To a large extent, Mooncake.jl does not presently support circular references in an automatic fashion. It is generally possible to hand-write solutions, so we explain some of the problems here, and the general approach to resolving them.

Tangent Types

The Problem

Suppose that you have a type such as:

mutable struct A
    x::Float64
    a::A
    function A(x::Float64)
        a = new(x)
        a.a = a
        return a
    end
end

This is a fairly canonical example of a self-referential type. There are a couple of things which will not work with it out-of-the-box. tangent_type(A) will produce a stack overflow error. To see this, note that it will in effect try to produce a tangent of type Tangent{Tuple{tangent_type(A)}} – the circular dependency on the tangent_type function causes real problems here.

The Solution

In order to resolve this, you need to produce a tangent type by hand. You might go with something like

mutable struct TangentForA
    x::Float64 # tangent type for Float64 is Float64
    a::TangentForA
    function TangentForA(x::Float64)
        a = new(x)
        a.a = a
        return a
    end
end

The point here is that you can manually resolve the circular dependency using a data structure which mimics the primal type. You will, however, need to implement similar methods for zero_tangent, randn_tangent, etc, and presumably need to implement additional getfield and setfield rules which are specific to this type.
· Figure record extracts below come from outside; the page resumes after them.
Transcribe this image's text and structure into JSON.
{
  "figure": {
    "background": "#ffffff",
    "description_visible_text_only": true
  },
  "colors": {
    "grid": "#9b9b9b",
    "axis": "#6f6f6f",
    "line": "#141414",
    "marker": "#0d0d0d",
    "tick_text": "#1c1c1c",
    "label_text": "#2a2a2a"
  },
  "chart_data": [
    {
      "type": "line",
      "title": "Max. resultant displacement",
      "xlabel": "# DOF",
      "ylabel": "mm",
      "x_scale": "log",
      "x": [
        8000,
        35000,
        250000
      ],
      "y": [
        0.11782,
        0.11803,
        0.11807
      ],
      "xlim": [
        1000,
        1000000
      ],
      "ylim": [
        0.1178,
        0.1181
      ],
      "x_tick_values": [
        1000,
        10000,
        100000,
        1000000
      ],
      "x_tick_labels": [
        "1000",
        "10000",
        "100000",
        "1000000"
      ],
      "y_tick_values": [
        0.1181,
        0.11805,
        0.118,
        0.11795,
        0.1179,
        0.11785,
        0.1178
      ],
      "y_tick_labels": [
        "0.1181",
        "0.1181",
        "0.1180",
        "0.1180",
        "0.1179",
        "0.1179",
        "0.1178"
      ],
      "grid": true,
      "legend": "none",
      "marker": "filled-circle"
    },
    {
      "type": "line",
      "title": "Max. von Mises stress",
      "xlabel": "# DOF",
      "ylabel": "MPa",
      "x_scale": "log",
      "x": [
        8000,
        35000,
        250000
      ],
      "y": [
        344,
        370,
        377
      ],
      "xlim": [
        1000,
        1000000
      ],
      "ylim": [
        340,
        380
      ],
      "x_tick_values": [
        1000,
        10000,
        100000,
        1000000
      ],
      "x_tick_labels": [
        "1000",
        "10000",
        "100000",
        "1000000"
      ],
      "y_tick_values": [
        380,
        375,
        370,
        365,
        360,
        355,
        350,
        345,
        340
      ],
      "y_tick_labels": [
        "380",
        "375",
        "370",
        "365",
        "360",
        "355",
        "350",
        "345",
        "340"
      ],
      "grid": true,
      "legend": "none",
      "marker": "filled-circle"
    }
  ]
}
Circular References in General

The Problem

Consider a type of the form

mutable struct Foo
    x
    Foo() = new()
end

In this instance, tangent_type will work fine because Foo does not directly reference itself in its definition. Moreover, general uses of Foo will be fine.

However, it's possible to construct an instance of Foo with a circular reference:

f = Foo()
f.x = f

This is actually fine provided we never attempt to call zero_tangent / randn_tangent / similar functionality on f once we've set its x field to itself. If we attempt to call such a function, we'll find ourselves with a stack overflow.

The Solution This is a little tricker to handle. You could specialise zero_tangent etc for Foo, but this is something of a pain. Fortunately, it seems to be incredibly rare that this is ever a problem in practice. If we gain evidence that this is often a problem in practice, we'll look into supporting zero_tangent etc automatically for this case.

Tangent Generation and Pointers

The Problem

In many use cases, a pointer provides the address of the start of a block of memory which has been allocated to e.g. store an array. However, we cannot get any of this context from the pointer itself – by just looking at a pointer, I cannot know whether its purpose is to refer to the start of a large block of memory, some proportion of the way through a block of memory, or even to keep track of a single address.

Recall that the tangent to a pointer is another pointer:

julia> Mooncake.tangent_type(Ptr{Float64})
Ptr{Float64}

Plainly I cannot implement a method of zero_tangent for Ptr{Float64} because I don't know how much memory to allocate.

This is, however, fine if a pointer appears half way through a function, having been derived from another data structure. e.g.

function foo(x::Vector{Float64})
    p = pointer(x, 2)
    return unsafe_load(p)
end

rule = build_rrule(Tuple{typeof(foo), Vector{Float64}})
Mooncake.value_and_gradient!!(rule, foo, [5.0, 4.0])

# output
(4.0, (NoTangent(), [0.0, 1.0]))

The Solution

This is only really a problem for tangent / fdata / rdata generation functionality, such as zero_tangent. As a work-around, AD testing functionality permits users to pass in CoDuals. So if you are testing something involving a pointer, you will need to construct its tangent yourself, and pass a CoDual to e.g. Mooncake.TestUtils.test_rule.

While pointers tend to be a low-level implementation detail in Julia code, you could in principle actually be interested in differentiating a function of a pointer. In this case, you will not be able to use Mooncake.value_and_gradient!! as this requires the use of zero_tangent. Instead, you will need to use lower-level (internal) functionality, such as Mooncake.__value_and_gradient!!, or use the rule interface directly.

Honestly, your best bet is just to avoid differentiating functions whose arguments are pointers if you can.